The founding of Eastern Mennonite School, later Eastern Mennonite University, in 1917 came at a pivotal time when industrialization and scientific discovery were changing the world around the Mennonite community, and the increasing availability of secular education offered tempting alternatives to the deeply religious Mennonite way of life. In response, the Eastern Mennonites founded a school that would “uphold the principles of plainness and simplicity,” where youth could learn the Bible and develop skills that would help to advance and further the church.

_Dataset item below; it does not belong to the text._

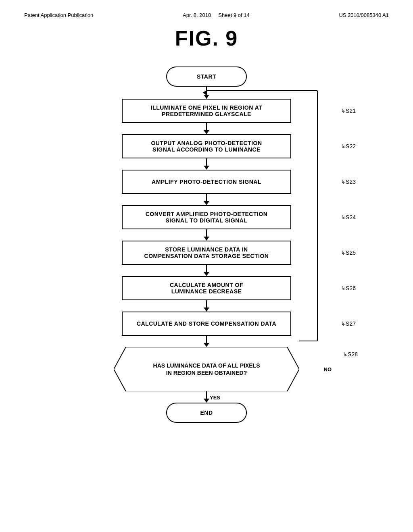 The height and width of the screenshot is (532, 413). I want to click on step-S24-box: CONVERT AMPLIFIED PHOTO-DETECTIONSIGNAL …, so click(206, 217).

In the latter half of the twentieth century, the university’s identity evolved in pace with individual Mennonite identity in the face of churning moral tides and accelerating technology, and it now defines its mission in terms of service, peacebuilding, and community.
This comprehensive, well-told history of the distinctly nontraditional Eastern Mennonite University by a leading scholar of Anabaptist and Pietist studies reveals how the school has mediated modernity while remaining consistently Mennonite. A must-have for anyone affiliated with EMU, it will appeal especially to sociologists and historians of Anabaptist and Pietist studies and higher education.